Powerpoint will be posted at erikbethke @ livejournal

Worlds in Motion - “Entertainment Content Convergence in Virtual Worlds”

Monday, February 18th, 2008

Live-blogged from Worlds in Motion Summit. Presented by Reuben Steiger of Millions of Us.

We tell stories in weird environments. Those stories we learn are most successful when they employ methods of game play.

The Internet has failed at storytelling. The first time I had ever heard of the Internet was from someone in college. A fellow student had dropped out of school to be part of a “virtual society” called Geocities. When she described it, Steiger envisioned something that looked like Second Life and was underwhelmed when he saw it.
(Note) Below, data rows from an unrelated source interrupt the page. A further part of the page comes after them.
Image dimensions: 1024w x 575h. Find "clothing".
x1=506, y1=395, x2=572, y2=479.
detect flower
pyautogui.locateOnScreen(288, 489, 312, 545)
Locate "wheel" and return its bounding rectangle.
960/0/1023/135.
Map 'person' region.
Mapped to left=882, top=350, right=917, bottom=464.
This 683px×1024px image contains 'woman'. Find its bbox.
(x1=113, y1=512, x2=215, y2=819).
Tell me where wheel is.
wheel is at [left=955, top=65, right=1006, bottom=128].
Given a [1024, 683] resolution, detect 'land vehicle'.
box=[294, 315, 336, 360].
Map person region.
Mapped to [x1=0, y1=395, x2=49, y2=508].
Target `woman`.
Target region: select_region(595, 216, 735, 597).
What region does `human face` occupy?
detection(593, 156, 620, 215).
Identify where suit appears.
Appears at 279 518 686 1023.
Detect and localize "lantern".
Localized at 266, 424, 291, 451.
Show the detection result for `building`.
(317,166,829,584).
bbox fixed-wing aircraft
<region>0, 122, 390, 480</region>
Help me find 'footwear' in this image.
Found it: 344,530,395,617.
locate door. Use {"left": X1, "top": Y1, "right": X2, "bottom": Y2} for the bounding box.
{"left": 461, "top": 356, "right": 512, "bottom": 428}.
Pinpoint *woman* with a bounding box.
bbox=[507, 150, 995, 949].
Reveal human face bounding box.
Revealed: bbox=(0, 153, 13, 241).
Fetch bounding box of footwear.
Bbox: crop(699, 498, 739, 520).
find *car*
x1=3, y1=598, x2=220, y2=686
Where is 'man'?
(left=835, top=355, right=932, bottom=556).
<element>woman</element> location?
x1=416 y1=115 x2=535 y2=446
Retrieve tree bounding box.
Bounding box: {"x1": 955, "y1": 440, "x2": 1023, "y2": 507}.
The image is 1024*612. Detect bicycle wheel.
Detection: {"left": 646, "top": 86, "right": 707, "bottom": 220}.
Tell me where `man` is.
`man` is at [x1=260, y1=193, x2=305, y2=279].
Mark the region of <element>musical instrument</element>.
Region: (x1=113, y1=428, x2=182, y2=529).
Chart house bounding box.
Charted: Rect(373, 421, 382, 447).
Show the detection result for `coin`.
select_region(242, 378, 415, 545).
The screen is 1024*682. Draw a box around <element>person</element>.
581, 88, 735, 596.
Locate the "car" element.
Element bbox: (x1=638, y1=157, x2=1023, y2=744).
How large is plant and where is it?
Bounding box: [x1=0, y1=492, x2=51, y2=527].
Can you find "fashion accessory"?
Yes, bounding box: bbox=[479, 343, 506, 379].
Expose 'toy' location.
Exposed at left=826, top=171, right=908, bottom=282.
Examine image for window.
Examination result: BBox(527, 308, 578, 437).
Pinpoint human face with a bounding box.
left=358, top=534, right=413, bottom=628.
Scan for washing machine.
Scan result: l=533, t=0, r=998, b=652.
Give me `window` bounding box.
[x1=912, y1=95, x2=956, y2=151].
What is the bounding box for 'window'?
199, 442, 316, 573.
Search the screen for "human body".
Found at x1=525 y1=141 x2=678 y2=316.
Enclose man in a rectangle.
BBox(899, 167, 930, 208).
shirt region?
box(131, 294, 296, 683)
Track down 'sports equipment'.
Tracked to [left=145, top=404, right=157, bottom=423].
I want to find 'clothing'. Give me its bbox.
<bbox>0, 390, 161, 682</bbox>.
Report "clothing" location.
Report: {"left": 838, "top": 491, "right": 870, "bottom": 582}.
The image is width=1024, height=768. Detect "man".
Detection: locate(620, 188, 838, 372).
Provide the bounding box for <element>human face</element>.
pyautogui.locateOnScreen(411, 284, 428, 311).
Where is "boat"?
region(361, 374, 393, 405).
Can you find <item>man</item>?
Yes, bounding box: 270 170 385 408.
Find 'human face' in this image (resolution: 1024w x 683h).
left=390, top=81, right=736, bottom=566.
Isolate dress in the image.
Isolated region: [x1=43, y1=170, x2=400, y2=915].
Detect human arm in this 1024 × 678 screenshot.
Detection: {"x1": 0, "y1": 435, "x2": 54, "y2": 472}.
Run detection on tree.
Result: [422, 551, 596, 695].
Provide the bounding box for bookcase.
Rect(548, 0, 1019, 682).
Up until recently, virtual worlds have been defined by a lack of rules and a different definition of fun. *I* get to define it, not the game designer. There is a new generation of virtual worlds, some on consoles, some simply on web browsers, that look much more like hybrids that look much more game-like and are mass market friendly.

Second Life has garnered to date about 95% of the media attention, comprises about 1-1 1/2% of the addressable market. This is really a point of inflection.

The forms of entertainment such as film, tv, and entertainment are beginning to blur. As TV came out, entertainment got a little lonely. You could consume packaged entertainment. This continued until broken by MMOs.

Movies lead to gaming. Arguably, Star Wars was the first to show people that not all the money was just in the movie. People are willing to pay for complimentary experiences. One of those additional experiences was gaming. We had arrived.

Club Penguin reverses this model. There’s a character franchise, yes, but there’s not really a story. They just got bought by Disney. Wouldn’t it be interesting if Disney creates a film based on Club Penguin?

Webkinz has extended the game play and the longevity of their product by pairing their product with a virtual world.

Reuben makes three predictions:

1. Social networks will become avatarized. Small virtual world plugins will be released into MySpace, FaceBook, etc.

2. Virtual worlds will become more like social networks. What we’re doing today are very small projects. In the future we will see major projects that drive entire shows.

3. Television tie-ins will increase for virtual worlds. In other worlds, virtual worlds are going to hit the console.